Friday, January 20, 2012

Three Arab Israelis arrested after calling for boycott of Peres lecture



Three Palestinian citizens of Israel who study at the Jerusalem College of Engineering (JCE) were arrested on Wednesday for allegedly threatening other students planning to attend a lecture by Israeli President Shimon Peres.
While they themselves openly boycotted the lecture, their arrests were made as a result of a complaint filed against them for making threats and incitement. They however claim that they were arrested for calling for the boycott of the lecture itself.
They have been placed under house arrest by a local court and expelled from Jerusalem for one week so as to prevent them talking to other students.

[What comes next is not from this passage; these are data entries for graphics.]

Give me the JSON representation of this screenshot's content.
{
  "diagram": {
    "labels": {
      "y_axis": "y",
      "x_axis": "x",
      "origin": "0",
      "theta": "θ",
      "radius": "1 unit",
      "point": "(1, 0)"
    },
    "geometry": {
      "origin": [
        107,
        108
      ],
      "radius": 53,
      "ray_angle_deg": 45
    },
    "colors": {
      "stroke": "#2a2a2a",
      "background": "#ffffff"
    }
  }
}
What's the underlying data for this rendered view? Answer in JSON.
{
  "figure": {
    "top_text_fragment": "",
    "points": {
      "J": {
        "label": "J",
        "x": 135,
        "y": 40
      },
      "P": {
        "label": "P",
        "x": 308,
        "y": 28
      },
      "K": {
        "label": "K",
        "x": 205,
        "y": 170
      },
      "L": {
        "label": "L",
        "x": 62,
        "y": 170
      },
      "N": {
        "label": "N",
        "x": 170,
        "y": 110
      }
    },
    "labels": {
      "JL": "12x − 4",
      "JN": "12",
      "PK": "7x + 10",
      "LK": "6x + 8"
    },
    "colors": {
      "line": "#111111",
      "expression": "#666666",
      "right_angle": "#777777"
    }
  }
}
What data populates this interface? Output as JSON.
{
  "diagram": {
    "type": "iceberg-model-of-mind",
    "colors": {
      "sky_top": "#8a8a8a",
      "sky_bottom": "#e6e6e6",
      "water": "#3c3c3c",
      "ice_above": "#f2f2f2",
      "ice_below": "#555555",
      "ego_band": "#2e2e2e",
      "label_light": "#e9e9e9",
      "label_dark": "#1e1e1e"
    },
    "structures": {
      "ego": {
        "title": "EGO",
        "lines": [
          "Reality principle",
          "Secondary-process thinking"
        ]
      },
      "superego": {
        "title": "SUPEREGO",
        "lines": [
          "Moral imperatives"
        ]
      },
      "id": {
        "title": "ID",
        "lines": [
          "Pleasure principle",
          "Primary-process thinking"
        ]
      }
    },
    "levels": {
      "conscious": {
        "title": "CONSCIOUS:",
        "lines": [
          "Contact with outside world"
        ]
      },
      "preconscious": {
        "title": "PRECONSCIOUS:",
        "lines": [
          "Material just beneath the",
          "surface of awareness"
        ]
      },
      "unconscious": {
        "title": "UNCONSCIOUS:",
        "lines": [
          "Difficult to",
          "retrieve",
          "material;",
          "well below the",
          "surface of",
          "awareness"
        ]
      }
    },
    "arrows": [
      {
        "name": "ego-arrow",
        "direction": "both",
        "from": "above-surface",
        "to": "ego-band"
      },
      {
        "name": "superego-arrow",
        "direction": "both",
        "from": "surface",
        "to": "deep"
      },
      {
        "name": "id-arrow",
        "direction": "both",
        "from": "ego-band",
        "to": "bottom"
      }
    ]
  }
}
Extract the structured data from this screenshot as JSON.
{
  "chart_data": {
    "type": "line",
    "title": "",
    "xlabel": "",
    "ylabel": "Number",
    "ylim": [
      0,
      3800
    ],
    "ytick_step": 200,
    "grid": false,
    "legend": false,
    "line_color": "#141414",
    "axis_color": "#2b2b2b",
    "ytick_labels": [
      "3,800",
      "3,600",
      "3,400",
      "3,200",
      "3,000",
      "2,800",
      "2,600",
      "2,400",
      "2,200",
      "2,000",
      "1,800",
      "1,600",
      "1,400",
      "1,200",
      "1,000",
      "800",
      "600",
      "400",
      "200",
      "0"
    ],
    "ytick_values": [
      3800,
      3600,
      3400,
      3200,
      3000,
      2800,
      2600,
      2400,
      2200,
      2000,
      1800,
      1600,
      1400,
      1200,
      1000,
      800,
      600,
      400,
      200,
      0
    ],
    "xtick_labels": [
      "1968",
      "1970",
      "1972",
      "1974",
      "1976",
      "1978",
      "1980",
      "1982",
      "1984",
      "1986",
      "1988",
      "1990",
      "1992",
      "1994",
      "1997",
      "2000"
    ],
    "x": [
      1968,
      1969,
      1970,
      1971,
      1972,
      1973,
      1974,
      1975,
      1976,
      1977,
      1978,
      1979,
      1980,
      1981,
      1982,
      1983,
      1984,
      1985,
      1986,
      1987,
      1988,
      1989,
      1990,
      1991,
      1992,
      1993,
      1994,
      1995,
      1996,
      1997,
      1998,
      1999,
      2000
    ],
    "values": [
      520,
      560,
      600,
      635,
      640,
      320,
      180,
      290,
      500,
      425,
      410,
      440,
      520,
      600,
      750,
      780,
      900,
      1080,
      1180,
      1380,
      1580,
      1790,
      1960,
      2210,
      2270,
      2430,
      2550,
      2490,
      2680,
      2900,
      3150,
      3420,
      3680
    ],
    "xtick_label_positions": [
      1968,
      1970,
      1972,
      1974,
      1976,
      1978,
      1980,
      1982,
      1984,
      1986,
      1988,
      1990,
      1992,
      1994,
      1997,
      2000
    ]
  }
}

The names of two of the three students were released: Khalil Gharra from Jit and Rafat Shaban from Majd Al Koroum.
According to both Arab news sites and Ynet, the three students wrote on the college’s Facebook page that they would not attend the lecture – in fact, according to reports, not a single Arab student attended the event. Other students commented that this was a blatant violation of their basic right to freedom of expression and implied this was a consequence of the “Boycott Law,” which went into effect last July.
The Boycott Prohibition Law makes it a civil offense to openly call for a boycott of any Israeli business or institution, whether inside the 1967 borders or the occupied West Bank. It allows all those who feel they have been harmed by a boycott, whether against Israel or an Israeli institution or territory to sue the person or organization who publicly called for it, without proving any damages.
Since it passed last year and sparked outrage not only by Israeli leftists and human rights organizations but also by the American Jewish community, there have been no reports of any breach of the law or suits filed.
One cannot be arrested for calling for boycott, and the Jerusalem District Police claim they only made the arrests after a complaint was made that the students were threatening other students. Still, this story appears to reek of the spirit of the “Boycott Law,” since it is not yet clear what the students did to warrant the charge of threats and incitement. It is also not clear who filed the complaint.